The dust settling on floors and furniture inside Cincinnati, Ohio homes contains microplastics, and researchers now have nearly half a million dollars to find out whether those particles are damaging children's lungs.
A $459,770 grant from the Department of Health and Human Services is funding what would be the first study in the United States to examine whether microplastics inhaled through household dust cause respiratory harm in children. Microplastics, tiny particles between 1 and 5,000 micrometers produced by the breakdown of plastics or manufactured microbeads, are now found virtually everywhere in the environment. Indoor air tends to carry far higher concentrations than outdoor air, which is particularly concerning for children, who spend the majority of their time inside and are closer to the ground where dust accumulates.
Laboratory research has already shown that certain microplastics can trigger inflammation, cause oxidative stress, and worsen allergic reactions to common triggers like dust mites. What has been missing is direct evidence of those effects in real children living in real homes.
The Cincinnati study will draw on an existing resource: the Cincinnati Childhood Allergy and Air Pollution Study (CCAAPS), a long-running research cohort of children from diverse backgrounds whose respiratory health, lung function, and allergy histories have been tracked for years. Researchers will measure microplastics levels in dust collected from participants' homes and look for connections to asthma, wheezing, allergic rhinitis, and lung function at age 7, then follow the same children to age 12 to see whether early exposure predicts later respiratory problems.
The study will also explore whether certain households have higher microplastic levels based on housing type, socioeconomic factors, or other characteristics, potentially pointing to where intervention could matter most.
Results from the Cincinnati project are not expected immediately. The longitudinal component, which follows children from age 7 to 12, means meaningful findings on long-term health effects could be several years away. But researchers say completing the study would give regulators and public health officials their first solid evidence base for addressing microplastic exposure in homes where children live.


WHAT TO DO — Write out the records once more, exactly, and keep any image out.

[Excerpts from a figure dataset]
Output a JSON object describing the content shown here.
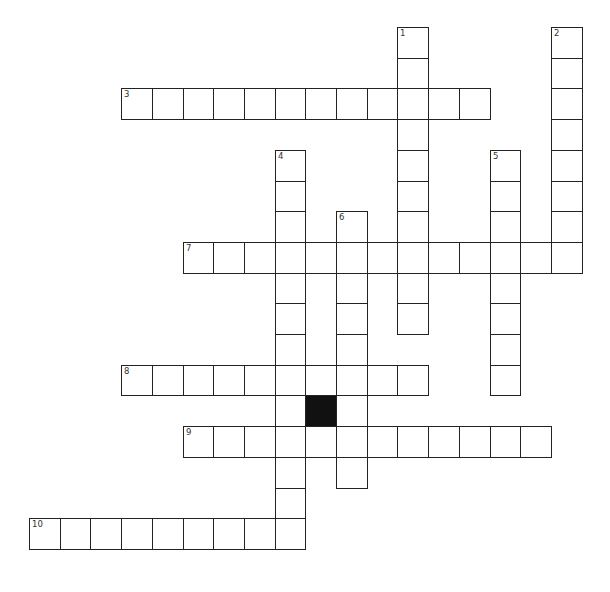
{
  "puzzle": {
    "type": "crossword",
    "cell_size": 30.7,
    "origin": {
      "x": 29,
      "y": 27
    },
    "colors": {
      "border": "#222222",
      "cell": "#ffffff",
      "block": "#111111",
      "number": "#333333"
    },
    "entries": [
      {
        "number": "1",
        "direction": "down",
        "row": 0,
        "col": 12,
        "length": 10
      },
      {
        "number": "2",
        "direction": "down",
        "row": 0,
        "col": 17,
        "length": 8
      },
      {
        "number": "3",
        "direction": "across",
        "row": 2,
        "col": 3,
        "length": 12
      },
      {
        "number": "4",
        "direction": "down",
        "row": 4,
        "col": 8,
        "length": 13
      },
      {
        "number": "5",
        "direction": "down",
        "row": 4,
        "col": 15,
        "length": 8
      },
      {
        "number": "6",
        "direction": "down",
        "row": 6,
        "col": 10,
        "length": 9
      },
      {
        "number": "7",
        "direction": "across",
        "row": 7,
        "col": 5,
        "length": 13
      },
      {
        "number": "8",
        "direction": "across",
        "row": 11,
        "col": 3,
        "length": 10
      },
      {
        "number": "9",
        "direction": "across",
        "row": 13,
        "col": 5,
        "length": 12
      },
      {
        "number": "10",
        "direction": "across",
        "row": 16,
        "col": 0,
        "length": 9
      }
    ],
    "blocks": [
      {
        "row": 12,
        "col": 9
      }
    ]
  }
}
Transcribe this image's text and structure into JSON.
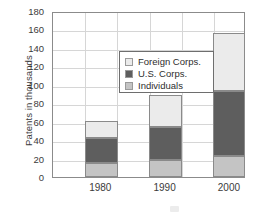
{
  "chart_data": {
    "type": "bar",
    "stacked": true,
    "title": "",
    "xlabel": "",
    "ylabel": "Patents in thousands",
    "categories": [
      "1980",
      "1990",
      "2000"
    ],
    "ylim": [
      0,
      180
    ],
    "yticks": [
      0,
      20,
      40,
      60,
      80,
      100,
      120,
      140,
      160,
      180
    ],
    "grid": true,
    "legend_position": "upper left inside",
    "series": [
      {
        "name": "Individuals",
        "color": "#c4c4c4",
        "values": [
          15,
          18,
          23
        ]
      },
      {
        "name": "U.S. Corps.",
        "color": "#5e5e5e",
        "values": [
          27,
          36,
          70
        ]
      },
      {
        "name": "Foreign Corps.",
        "color": "#ebebeb",
        "values": [
          19,
          35,
          63
        ]
      }
    ],
    "totals": [
      61,
      89,
      156
    ],
    "cumulative_tops": [
      {
        "individuals": 15,
        "us_corps": 42,
        "foreign_corps": 61
      },
      {
        "individuals": 18,
        "us_corps": 54,
        "foreign_corps": 89
      },
      {
        "individuals": 23,
        "us_corps": 93,
        "foreign_corps": 156
      }
    ]
  },
  "legend": {
    "items": [
      {
        "label": "Foreign Corps.",
        "color": "#ebebeb"
      },
      {
        "label": "U.S. Corps.",
        "color": "#5e5e5e"
      },
      {
        "label": "Individuals",
        "color": "#c4c4c4"
      }
    ]
  },
  "axes": {
    "y_title": "Patents in thousands",
    "y_ticks": [
      "180",
      "160",
      "140",
      "120",
      "100",
      "80",
      "60",
      "40",
      "20",
      "0"
    ],
    "x_ticks": [
      "1980",
      "1990",
      "2000"
    ]
  },
  "colors": {
    "frame": "#8b8b8b",
    "gridline": "#d6d6d6",
    "text": "#3b3b3b",
    "background": "#ffffff"
  }
}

EXERCISE RESULT —
Output a JSON object describing the content shown here.
{
  "puzzle": {
    "type": "crossword",
    "cell_size": 30.7,
    "origin": {
      "x": 29,
      "y": 27
    },
    "colors": {
      "border": "#222222",
      "cell": "#ffffff",
      "block": "#111111",
      "number": "#333333"
    },
    "entries": [
      {
        "number": "1",
        "direction": "down",
        "row": 0,
        "col": 12,
        "length": 10
      },
      {
        "number": "2",
        "direction": "down",
        "row": 0,
        "col": 17,
        "length": 8
      },
      {
        "number": "3",
        "direction": "across",
        "row": 2,
        "col": 3,
        "length": 12
      },
      {
        "number": "4",
        "direction": "down",
        "row": 4,
        "col": 8,
        "length": 13
      },
      {
        "number": "5",
        "direction": "down",
        "row": 4,
        "col": 15,
        "length": 8
      },
      {
        "number": "6",
        "direction": "down",
        "row": 6,
        "col": 10,
        "length": 9
      },
      {
        "number": "7",
        "direction": "across",
        "row": 7,
        "col": 5,
        "length": 13
      },
      {
        "number": "8",
        "direction": "across",
        "row": 11,
        "col": 3,
        "length": 10
      },
      {
        "number": "9",
        "direction": "across",
        "row": 13,
        "col": 5,
        "length": 12
      },
      {
        "number": "10",
        "direction": "across",
        "row": 16,
        "col": 0,
        "length": 9
      }
    ],
    "blocks": [
      {
        "row": 12,
        "col": 9
      }
    ]
  }
}
Transcribe this image's text and structure into JSON.
{
  "chart_data": {
    "type": "bar",
    "stacked": true,
    "title": "",
    "xlabel": "",
    "ylabel": "Patents in thousands",
    "categories": [
      "1980",
      "1990",
      "2000"
    ],
    "ylim": [
      0,
      180
    ],
    "yticks": [
      0,
      20,
      40,
      60,
      80,
      100,
      120,
      140,
      160,
      180
    ],
    "grid": true,
    "legend_position": "upper left inside",
    "series": [
      {
        "name": "Individuals",
        "color": "#c4c4c4",
        "values": [
          15,
          18,
          23
        ]
      },
      {
        "name": "U.S. Corps.",
        "color": "#5e5e5e",
        "values": [
          27,
          36,
          70
        ]
      },
      {
        "name": "Foreign Corps.",
        "color": "#ebebeb",
        "values": [
          19,
          35,
          63
        ]
      }
    ],
    "totals": [
      61,
      89,
      156
    ],
    "cumulative_tops": [
      {
        "individuals": 15,
        "us_corps": 42,
        "foreign_corps": 61
      },
      {
        "individuals": 18,
        "us_corps": 54,
        "foreign_corps": 89
      },
      {
        "individuals": 23,
        "us_corps": 93,
        "foreign_corps": 156
      }
    ]
  },
  "legend": {
    "items": [
      {
        "label": "Foreign Corps.",
        "color": "#ebebeb"
      },
      {
        "label": "U.S. Corps.",
        "color": "#5e5e5e"
      },
      {
        "label": "Individuals",
        "color": "#c4c4c4"
      }
    ]
  },
  "axes": {
    "y_title": "Patents in thousands",
    "y_ticks": [
      "180",
      "160",
      "140",
      "120",
      "100",
      "80",
      "60",
      "40",
      "20",
      "0"
    ],
    "x_ticks": [
      "1980",
      "1990",
      "2000"
    ]
  },
  "colors": {
    "frame": "#8b8b8b",
    "gridline": "#d6d6d6",
    "text": "#3b3b3b",
    "background": "#ffffff"
  }
}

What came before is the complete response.